In Jane Austen, Early and Late, an Oxford University lecturer, Freya Johnston argues Austen’s early and late work are inextricably bound together and should be equally read and cherished. The structure of the book provides six lenses through which Johnston connects Austen’s early and late works. While “Histories” discusses the sense of timeline in Austen’s novels and the difference between a character’s perception of time versus the narrator’s knowledge of “real-time”, “Dying with Laughter” considers Austen’s work in the context of her personal life. Perhaps the best section of the book is “Developing” which considers Austen’s authorial development and whether to order her books by its date of publication or creation length. Readers and critics alike often categorize “later” works as better in comparison to “early” ones.
As most Charlotte Brontë fans, myself included, would likely agree, Jane Eyre (1847) is her masterpiece, not the dreary Villette (1853) with its unreliable and unlikeable narrator. Johnston proves the same can be said for Austen: distinguishing between early and late is fruitless in determining which of her works are “better”. Johnston uses a chronology of Austen’s longer novels — compiled by Jane’s sister, Cassandra — to suggest the time spent on two distinct novels cannot be separated into different periods of her life.
It is well known to Austen’s fans that Pride and Prejudice began as an epistolary novel titled First Impressions; she began the latter in 1796, published the former in 1813, and in the intervening years wrote Sense and Sensibility (1811) and Mansfield Park (1814). The origins of her full-length stories can be traced back to her juvenilia. For example, the heroine of Northanger Abbey, Catherine Morland, can be traced back to young Austen’s Kitty Peterson in “Kitty, or the Bower.” Johnston makes similar connections between other pieces of Austen’s “early” work and across other aspects of her published novels.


> _Task brief_:
Your answer should be every line below that includes the word "plot".

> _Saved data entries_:
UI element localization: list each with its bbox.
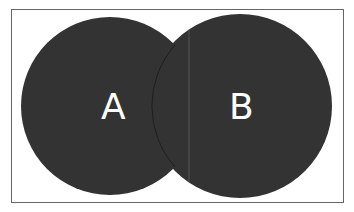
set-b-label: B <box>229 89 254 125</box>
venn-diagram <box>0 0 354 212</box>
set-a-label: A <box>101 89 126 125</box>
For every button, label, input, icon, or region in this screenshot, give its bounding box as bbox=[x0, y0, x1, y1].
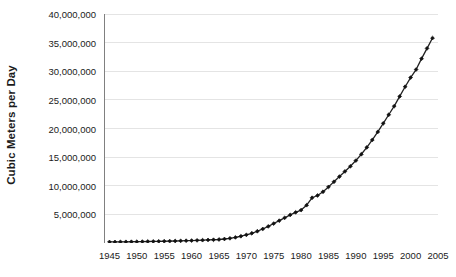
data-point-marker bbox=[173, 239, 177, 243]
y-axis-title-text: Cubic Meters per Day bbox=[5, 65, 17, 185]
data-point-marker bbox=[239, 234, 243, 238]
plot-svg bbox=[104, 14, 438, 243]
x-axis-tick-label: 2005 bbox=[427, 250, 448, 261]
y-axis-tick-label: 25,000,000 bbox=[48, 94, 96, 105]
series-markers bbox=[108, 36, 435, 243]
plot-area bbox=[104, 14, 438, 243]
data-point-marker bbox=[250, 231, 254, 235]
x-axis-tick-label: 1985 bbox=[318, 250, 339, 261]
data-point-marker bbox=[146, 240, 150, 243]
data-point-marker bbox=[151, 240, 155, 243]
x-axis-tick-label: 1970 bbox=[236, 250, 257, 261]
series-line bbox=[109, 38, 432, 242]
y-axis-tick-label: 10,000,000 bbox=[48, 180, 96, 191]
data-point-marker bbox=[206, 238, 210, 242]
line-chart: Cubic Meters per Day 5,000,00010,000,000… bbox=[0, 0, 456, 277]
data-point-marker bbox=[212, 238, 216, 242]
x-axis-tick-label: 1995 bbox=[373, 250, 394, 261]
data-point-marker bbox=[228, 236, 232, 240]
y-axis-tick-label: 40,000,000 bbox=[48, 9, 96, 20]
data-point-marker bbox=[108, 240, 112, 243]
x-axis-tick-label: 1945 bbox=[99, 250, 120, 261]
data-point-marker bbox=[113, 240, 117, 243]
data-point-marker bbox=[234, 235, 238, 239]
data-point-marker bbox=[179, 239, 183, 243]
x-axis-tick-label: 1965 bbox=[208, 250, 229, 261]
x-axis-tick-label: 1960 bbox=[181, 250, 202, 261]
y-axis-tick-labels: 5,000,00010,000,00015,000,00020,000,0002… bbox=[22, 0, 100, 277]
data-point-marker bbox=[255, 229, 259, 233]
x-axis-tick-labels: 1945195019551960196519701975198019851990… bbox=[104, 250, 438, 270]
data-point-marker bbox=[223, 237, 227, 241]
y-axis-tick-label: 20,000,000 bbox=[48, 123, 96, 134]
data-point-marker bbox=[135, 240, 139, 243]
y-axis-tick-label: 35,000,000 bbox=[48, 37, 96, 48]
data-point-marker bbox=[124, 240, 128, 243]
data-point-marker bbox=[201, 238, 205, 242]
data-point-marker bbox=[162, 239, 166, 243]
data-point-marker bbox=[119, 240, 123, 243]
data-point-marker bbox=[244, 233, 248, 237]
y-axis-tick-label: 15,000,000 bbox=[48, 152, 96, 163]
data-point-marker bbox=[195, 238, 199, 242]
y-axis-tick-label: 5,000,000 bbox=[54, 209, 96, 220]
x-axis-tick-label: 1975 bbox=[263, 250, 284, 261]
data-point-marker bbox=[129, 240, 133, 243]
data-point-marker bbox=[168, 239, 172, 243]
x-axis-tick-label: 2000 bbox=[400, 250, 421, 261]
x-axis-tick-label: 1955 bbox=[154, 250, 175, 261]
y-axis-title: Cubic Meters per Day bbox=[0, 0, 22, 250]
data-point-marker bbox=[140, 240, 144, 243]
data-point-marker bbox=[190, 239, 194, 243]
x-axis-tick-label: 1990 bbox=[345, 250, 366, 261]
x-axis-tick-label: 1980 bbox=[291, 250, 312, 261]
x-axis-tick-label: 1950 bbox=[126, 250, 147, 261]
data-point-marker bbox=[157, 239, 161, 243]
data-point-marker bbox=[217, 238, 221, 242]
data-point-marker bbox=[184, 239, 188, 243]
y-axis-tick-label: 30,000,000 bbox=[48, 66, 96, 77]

---

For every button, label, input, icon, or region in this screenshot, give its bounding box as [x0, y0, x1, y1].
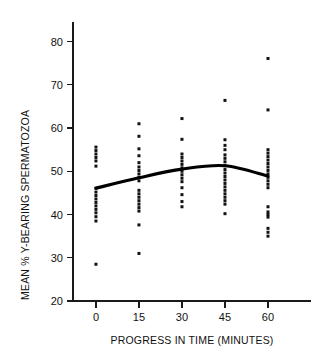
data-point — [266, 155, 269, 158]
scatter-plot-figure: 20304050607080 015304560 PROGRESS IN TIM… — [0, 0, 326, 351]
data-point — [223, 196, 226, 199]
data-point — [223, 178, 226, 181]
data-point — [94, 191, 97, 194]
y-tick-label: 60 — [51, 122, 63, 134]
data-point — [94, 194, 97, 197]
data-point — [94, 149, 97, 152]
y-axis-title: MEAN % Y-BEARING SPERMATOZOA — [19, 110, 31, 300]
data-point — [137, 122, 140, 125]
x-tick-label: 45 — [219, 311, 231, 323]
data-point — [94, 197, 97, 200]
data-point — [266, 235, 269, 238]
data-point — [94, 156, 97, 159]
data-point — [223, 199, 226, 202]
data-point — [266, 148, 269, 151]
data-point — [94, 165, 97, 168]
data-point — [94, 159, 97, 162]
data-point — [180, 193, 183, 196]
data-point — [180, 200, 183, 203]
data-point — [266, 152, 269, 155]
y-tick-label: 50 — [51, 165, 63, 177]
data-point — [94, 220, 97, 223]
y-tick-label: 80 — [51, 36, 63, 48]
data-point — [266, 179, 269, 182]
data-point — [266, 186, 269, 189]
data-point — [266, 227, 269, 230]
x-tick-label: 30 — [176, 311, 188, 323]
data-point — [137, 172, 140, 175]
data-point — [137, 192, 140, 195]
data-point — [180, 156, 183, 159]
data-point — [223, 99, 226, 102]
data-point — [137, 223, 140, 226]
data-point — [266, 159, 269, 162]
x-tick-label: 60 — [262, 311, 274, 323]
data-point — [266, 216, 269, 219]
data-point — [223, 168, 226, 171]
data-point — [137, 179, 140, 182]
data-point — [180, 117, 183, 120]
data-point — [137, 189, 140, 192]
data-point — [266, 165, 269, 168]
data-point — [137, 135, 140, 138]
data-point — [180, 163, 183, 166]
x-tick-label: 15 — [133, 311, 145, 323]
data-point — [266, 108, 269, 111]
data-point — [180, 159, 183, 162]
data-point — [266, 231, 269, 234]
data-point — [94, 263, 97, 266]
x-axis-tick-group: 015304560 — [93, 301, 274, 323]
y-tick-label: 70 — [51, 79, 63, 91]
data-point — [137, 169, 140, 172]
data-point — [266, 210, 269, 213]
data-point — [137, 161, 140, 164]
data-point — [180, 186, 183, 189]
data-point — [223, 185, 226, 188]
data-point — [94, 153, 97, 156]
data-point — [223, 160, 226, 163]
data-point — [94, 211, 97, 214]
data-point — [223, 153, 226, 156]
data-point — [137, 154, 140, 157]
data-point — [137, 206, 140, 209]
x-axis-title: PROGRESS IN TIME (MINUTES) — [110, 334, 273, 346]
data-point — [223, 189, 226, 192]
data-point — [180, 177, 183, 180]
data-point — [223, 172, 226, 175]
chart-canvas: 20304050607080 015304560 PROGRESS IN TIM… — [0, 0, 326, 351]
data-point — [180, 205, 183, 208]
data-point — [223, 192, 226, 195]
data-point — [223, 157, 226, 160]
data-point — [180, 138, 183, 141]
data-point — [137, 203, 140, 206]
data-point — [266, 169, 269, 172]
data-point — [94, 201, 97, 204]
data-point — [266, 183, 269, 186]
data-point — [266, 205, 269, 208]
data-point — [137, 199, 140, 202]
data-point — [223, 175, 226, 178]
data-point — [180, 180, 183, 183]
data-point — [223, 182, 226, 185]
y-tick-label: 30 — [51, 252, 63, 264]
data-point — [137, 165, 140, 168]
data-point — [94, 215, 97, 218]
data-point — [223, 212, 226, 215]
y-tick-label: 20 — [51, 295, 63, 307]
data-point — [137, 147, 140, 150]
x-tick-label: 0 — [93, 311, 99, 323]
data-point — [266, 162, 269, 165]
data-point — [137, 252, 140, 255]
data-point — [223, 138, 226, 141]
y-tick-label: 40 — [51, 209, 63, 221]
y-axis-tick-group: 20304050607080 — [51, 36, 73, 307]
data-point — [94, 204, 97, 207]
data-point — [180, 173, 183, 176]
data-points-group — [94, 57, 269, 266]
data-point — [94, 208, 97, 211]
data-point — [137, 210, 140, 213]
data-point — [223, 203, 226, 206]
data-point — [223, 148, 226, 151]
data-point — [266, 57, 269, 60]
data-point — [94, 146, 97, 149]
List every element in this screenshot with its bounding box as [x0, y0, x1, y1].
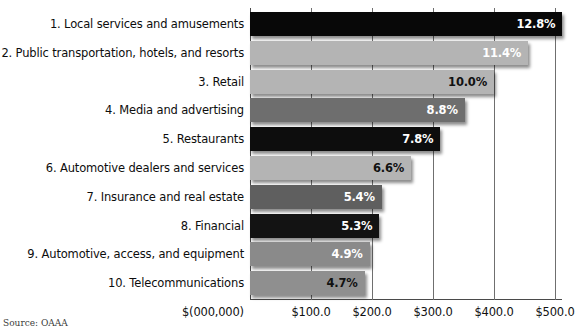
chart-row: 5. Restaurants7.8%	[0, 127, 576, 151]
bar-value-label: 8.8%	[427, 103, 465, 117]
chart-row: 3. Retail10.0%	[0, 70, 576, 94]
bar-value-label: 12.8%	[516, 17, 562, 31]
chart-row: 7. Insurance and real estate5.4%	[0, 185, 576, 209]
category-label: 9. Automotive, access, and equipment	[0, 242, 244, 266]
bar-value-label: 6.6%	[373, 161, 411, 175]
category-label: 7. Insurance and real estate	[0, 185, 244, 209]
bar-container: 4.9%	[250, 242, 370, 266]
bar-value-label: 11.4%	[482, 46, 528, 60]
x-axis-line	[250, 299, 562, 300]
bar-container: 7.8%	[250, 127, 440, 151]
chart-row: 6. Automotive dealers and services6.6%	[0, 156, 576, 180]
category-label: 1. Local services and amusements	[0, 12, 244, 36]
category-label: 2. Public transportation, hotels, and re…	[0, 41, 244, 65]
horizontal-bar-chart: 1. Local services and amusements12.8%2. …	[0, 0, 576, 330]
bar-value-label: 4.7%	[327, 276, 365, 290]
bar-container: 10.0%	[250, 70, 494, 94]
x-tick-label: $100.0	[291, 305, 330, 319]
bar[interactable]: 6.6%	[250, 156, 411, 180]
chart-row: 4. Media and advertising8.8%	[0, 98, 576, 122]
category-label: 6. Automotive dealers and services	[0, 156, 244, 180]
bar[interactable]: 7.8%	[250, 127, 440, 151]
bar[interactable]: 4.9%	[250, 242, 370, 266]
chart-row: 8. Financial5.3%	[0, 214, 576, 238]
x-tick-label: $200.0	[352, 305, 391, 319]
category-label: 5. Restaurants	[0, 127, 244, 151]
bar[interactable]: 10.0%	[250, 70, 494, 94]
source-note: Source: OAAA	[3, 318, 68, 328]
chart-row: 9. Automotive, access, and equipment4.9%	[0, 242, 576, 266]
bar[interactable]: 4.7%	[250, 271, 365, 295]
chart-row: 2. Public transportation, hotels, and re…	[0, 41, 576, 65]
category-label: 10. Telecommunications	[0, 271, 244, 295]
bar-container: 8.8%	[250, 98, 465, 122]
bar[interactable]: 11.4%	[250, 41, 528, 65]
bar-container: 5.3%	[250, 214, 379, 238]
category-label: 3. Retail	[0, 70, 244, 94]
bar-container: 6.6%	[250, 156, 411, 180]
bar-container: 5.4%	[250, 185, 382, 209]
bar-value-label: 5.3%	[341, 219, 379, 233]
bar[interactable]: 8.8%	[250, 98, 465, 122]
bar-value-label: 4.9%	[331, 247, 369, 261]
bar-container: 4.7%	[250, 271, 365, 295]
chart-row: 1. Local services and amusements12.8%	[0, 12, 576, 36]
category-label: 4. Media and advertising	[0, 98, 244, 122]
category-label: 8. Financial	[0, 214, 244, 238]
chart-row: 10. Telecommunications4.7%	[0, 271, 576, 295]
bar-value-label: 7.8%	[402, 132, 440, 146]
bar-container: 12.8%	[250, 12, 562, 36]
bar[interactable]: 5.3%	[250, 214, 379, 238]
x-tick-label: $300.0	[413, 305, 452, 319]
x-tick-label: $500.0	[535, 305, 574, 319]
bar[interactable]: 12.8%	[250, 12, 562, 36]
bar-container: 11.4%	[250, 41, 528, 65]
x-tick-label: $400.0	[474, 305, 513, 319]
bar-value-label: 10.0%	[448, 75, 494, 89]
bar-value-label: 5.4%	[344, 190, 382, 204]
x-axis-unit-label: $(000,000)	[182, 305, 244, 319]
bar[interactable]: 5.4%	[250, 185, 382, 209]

> _Reply_:
plot-svg bbox=[104, 14, 438, 243]
plot-area bbox=[104, 14, 438, 243]
scatter-plot-figure: 20304050607080 015304560 PROGRESS IN TIM… — [0, 0, 326, 351]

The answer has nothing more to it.